With nearly 400 scores to his credit, Ennio Morricone is one of the most prolific and influential film composers working today. He has collaborated with many significant directors, and his scores for such films as The Good, the Bad, and the Ugly; Once Upon a Time in America; Days of Heaven; The Mission; The Untouchables; Malèna; and Cinema Paradiso leave moviegoers with the conviction that something special was achieved—a conviction shared by composers, scholars, and fans alike. In Composing for the Cinema: The Theory and Praxis of Music in Film, Morricone and musicologist Sergio Miceli present a series of lectures on the composition and analysis of film music. Adapted from several lectures and seminars, these lessons show how sound design can be analyzed and offer a variety of musical solutions to many different kinds of film. Though aimed at composers, Morricone’s expositions are easy to understand and fascinating even to those without any musical training. Drawing upon scores by himself and others, the composer also provides insight into his relationships with many of the directors with whom he has collaborated, including Sergio Leone, Giuseppe Tornatore, Franco Zeffirelli, Warren Beatty, Ridley Scott, Roland Joffé, the Taviani Brothers, and others. Translated and edited by Gillian B. Anderson, an orchestral conductor and musicologist, these lessons reveal Morricone’s passion about musical expression. Delivered in a conversational mode that is both comprehensible and interesting, this groundbreaking work intertwines analysis with practical details of film music composition. Aimed at a wide audience of composers, musicians, film historians, and fans, Composing for the Cinema contains a treasure trove of practical information and observations from a distinguished musicologist and one of the most accomplished composers on the international film scene.
A detailed historical analysis of popular music in American film, from the era of sheet music sales, to that of orchestrated pop records by Henry Mancini and Ennio Morricone in the 1960s, to the MTV-ready pop songs that occupy soundtrack CDs of today..

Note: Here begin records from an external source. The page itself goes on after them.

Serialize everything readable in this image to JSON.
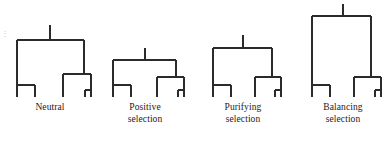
{
  "figure": {
    "background_color": "#ffffff",
    "line_color": "#2b2b2b",
    "text_color": "#222222"
  },
  "trees": [
    {
      "id": "neutral",
      "label": "Neutral",
      "label_lines": "Neutral",
      "root_depth_px": 40,
      "leaf_count": 4,
      "center_x": 50
    },
    {
      "id": "positive-selection",
      "label": "Positive selection",
      "label_lines": "Positive\nselection",
      "root_depth_px": 60,
      "leaf_count": 4,
      "center_x": 145
    },
    {
      "id": "purifying-selection",
      "label": "Purifying selection",
      "label_lines": "Purifying\nselection",
      "root_depth_px": 48,
      "leaf_count": 4,
      "center_x": 243
    },
    {
      "id": "balancing-selection",
      "label": "Balancing selection",
      "label_lines": "Balancing\nselection",
      "root_depth_px": 16,
      "leaf_count": 4,
      "center_x": 343
    }
  ],
  "edge_mark": {
    "text": "⋮"
  }
}
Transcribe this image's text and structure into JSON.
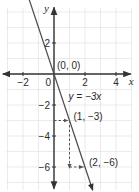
{
  "chart_data": {
    "type": "line",
    "title": "",
    "xlabel": "x",
    "ylabel": "y",
    "xlim": [
      -3,
      5
    ],
    "ylim": [
      -7.5,
      4.5
    ],
    "grid": true,
    "x_ticks": [
      -2,
      0,
      2,
      4
    ],
    "y_ticks": [
      2,
      -2,
      -4,
      -6
    ],
    "x_tick_labels": [
      "−2",
      "0",
      "2",
      "4"
    ],
    "y_tick_labels": [
      "2",
      "−2",
      "−4",
      "−6"
    ],
    "origin_label": "0",
    "series": [
      {
        "name": "y = −3x",
        "equation": "y = -3x",
        "slope": -3,
        "intercept": 0,
        "x": [
          -1.9,
          2.5
        ],
        "y": [
          5.7,
          -7.5
        ],
        "color": "#4a4a4a"
      }
    ],
    "points": [
      {
        "x": 0,
        "y": 0,
        "label": "(0, 0)"
      },
      {
        "x": 1,
        "y": -3,
        "label": "(1, −3)"
      },
      {
        "x": 2,
        "y": -6,
        "label": "(2, −6)"
      }
    ],
    "annotations": [
      {
        "type": "dashed-arrow",
        "from": [
          0,
          -3
        ],
        "to": [
          1,
          -3
        ]
      },
      {
        "type": "dashed-arrow",
        "from": [
          1,
          -3
        ],
        "to": [
          1,
          -6
        ]
      },
      {
        "type": "dashed-arrow",
        "from": [
          1,
          -6
        ],
        "to": [
          2,
          -6
        ]
      },
      {
        "type": "text",
        "at": [
          2.1,
          -2.0
        ],
        "text": "y = −3x"
      }
    ]
  },
  "colors": {
    "grid": "#e6e6e6",
    "axis": "#333333",
    "line": "#4a4a4a",
    "text": "#2b2b2b"
  }
}
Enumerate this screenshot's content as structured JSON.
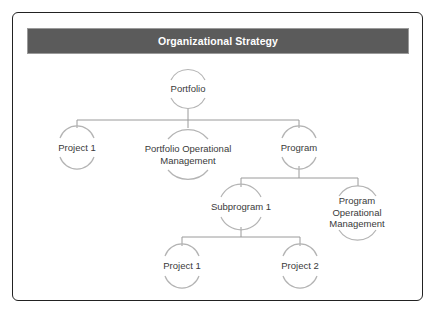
{
  "title": "Organizational Strategy",
  "colors": {
    "header_bg": "#5b5b5b",
    "header_text": "#ffffff",
    "arc": "#b4b4b4",
    "connector": "#9a9a9a",
    "label": "#3a3a3a",
    "frame_border": "#222222"
  },
  "nodes": {
    "portfolio": {
      "label": "Portfolio"
    },
    "project_1_top": {
      "label": "Project 1"
    },
    "portfolio_ops": {
      "line1": "Portfolio Operational",
      "line2": "Management"
    },
    "program": {
      "label": "Program"
    },
    "subprogram_1": {
      "label": "Subprogram 1"
    },
    "program_ops": {
      "line1": "Program",
      "line2": "Operational",
      "line3": "Management"
    },
    "project_1_bottom": {
      "label": "Project 1"
    },
    "project_2": {
      "label": "Project 2"
    }
  },
  "hierarchy": [
    {
      "parent": "Organizational Strategy",
      "children": [
        "Portfolio"
      ]
    },
    {
      "parent": "Portfolio",
      "children": [
        "Project 1",
        "Portfolio Operational Management",
        "Program"
      ]
    },
    {
      "parent": "Program",
      "children": [
        "Subprogram 1",
        "Program Operational Management"
      ]
    },
    {
      "parent": "Subprogram 1",
      "children": [
        "Project 1",
        "Project 2"
      ]
    }
  ]
}
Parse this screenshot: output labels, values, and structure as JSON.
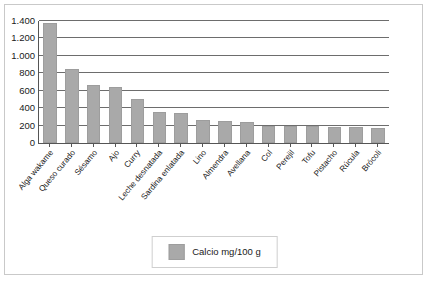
{
  "chart_data": {
    "type": "bar",
    "title": "",
    "subtitle": "",
    "xlabel": "",
    "ylabel": "",
    "ylim": [
      0,
      1400
    ],
    "yticks": [
      0,
      200,
      400,
      600,
      800,
      1000,
      1200,
      1400
    ],
    "ytick_labels": [
      "0",
      "200",
      "400",
      "600",
      "800",
      "1.000",
      "1.200",
      "1.400"
    ],
    "grid": true,
    "legend_position": "bottom-center",
    "legend": [
      "Calcio mg/100 g"
    ],
    "categories": [
      "Alga wakame",
      "Queso curado",
      "Sésamo",
      "Ajo",
      "Curry",
      "Leche desnatada",
      "Sardina enlatada",
      "Lino",
      "Almendra",
      "Avellana",
      "Col",
      "Perejil",
      "Tofu",
      "Pistacho",
      "Rúcula",
      "Brócoli"
    ],
    "series": [
      {
        "name": "Calcio mg/100 g",
        "color": "#a9a9a9",
        "values": [
          1380,
          850,
          670,
          640,
          500,
          360,
          340,
          260,
          255,
          240,
          200,
          195,
          190,
          185,
          180,
          175
        ]
      }
    ]
  },
  "legend": {
    "swatch_color": "#a9a9a9",
    "label": "Calcio mg/100 g"
  },
  "axis": {
    "line_color": "#555555",
    "grid_color": "#6d6d6d"
  }
}
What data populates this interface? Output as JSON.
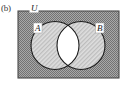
{
  "figure": {
    "caption": "(b)",
    "type": "venn-diagram"
  },
  "labels": {
    "universe": "U",
    "set_a": "A",
    "set_b": "B"
  },
  "colors": {
    "universe_fill": "#9e9e9e",
    "universe_pattern": "#6f6f6f",
    "circle_fill": "#d8d8d8",
    "circle_pattern": "#b4b4b4",
    "intersection_fill": "#ffffff",
    "stroke": "#1a1a1a",
    "label_box": "#ffffff",
    "caption_color": "#3a3a3a"
  },
  "geometry": {
    "rect": {
      "x": 18,
      "y": 11,
      "width": 101,
      "height": 67
    },
    "circle_a": {
      "cx": 55,
      "cy": 45.5,
      "r": 24
    },
    "circle_b": {
      "cx": 81,
      "cy": 45.5,
      "r": 24
    },
    "label_a_pos": {
      "x": 36,
      "y": 31
    },
    "label_b_pos": {
      "x": 98,
      "y": 31
    },
    "label_u_pos": {
      "x": 34,
      "y": 10
    }
  },
  "shading": {
    "shaded_regions": [
      "universe-outside-circles",
      "set-a-only",
      "set-b-only"
    ],
    "unshaded_regions": [
      "a-intersect-b"
    ],
    "meaning": "shaded area represents the complement of A intersect B"
  }
}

The vibrant world of jazz may be viewed from many perspectives, from social and cultural history to music analysis, from economics to ethnography. It is challenging and exciting territory. This volume of nineteen specially commissioned essays provides informed and accessible guidance to the challenge, offering the reader a range of expert views on the character, history and uses of jazz. The book starts by considering what kind of identity jazz has acquired and how, and goes on to discuss the crucial practices that define jazz and to examine some specific moments of historical change and some important issues for jazz study. Finally, it looks at a set of perspectives that illustrate different 'takes' on jazz - ways in which jazz has been valued and represented.

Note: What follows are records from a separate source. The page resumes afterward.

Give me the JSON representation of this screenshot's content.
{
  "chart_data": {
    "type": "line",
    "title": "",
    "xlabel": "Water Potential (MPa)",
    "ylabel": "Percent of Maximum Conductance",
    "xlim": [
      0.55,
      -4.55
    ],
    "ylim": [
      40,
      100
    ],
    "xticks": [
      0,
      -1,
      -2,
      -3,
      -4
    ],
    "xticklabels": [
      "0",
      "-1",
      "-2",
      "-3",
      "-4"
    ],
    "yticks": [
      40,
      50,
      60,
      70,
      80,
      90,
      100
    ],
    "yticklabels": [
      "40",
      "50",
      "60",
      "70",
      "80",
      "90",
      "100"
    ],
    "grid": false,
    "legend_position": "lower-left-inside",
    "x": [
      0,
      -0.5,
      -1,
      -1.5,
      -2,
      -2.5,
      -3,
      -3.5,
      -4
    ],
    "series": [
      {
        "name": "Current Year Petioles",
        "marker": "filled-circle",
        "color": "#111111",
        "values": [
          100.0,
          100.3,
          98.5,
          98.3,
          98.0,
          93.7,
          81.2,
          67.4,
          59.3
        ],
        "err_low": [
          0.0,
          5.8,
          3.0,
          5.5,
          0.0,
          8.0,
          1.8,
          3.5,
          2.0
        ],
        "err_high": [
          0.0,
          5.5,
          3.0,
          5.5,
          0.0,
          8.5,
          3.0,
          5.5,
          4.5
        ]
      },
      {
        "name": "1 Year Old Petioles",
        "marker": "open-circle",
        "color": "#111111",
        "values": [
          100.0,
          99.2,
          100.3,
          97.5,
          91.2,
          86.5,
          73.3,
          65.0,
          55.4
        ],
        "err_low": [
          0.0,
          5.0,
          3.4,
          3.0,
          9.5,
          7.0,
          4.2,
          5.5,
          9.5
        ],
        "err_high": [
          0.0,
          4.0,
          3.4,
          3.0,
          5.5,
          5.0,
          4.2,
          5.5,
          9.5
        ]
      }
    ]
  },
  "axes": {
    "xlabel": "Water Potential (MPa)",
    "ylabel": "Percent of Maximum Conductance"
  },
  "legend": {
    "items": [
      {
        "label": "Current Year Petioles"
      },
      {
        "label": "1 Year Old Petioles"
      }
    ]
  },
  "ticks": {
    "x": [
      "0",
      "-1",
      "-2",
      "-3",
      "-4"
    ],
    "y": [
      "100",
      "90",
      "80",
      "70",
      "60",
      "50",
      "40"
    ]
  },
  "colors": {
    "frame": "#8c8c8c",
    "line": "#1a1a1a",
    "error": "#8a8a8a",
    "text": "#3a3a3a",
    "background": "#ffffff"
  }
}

The thirteen chapters in this collection analyze David Fincher’s development as a filmmaker, from television commercials and music videos to serving as front runner on the series Mindhunter. The contributors explore a variety of characteristics, including Fincher’s attitudes toward his audiences, his attention to detail, his Gothic sense of evil, his modernization of film noir, and his reinvention of the serial killer. The diversity of approaches highlights the paradoxes of Fincher’s films and style, accentuating the tensions between his innovative methods and storytelling and unpacking the perennial questions of love, life, and death that his films raise. Scholars of film, television, and media will find this book especially salient.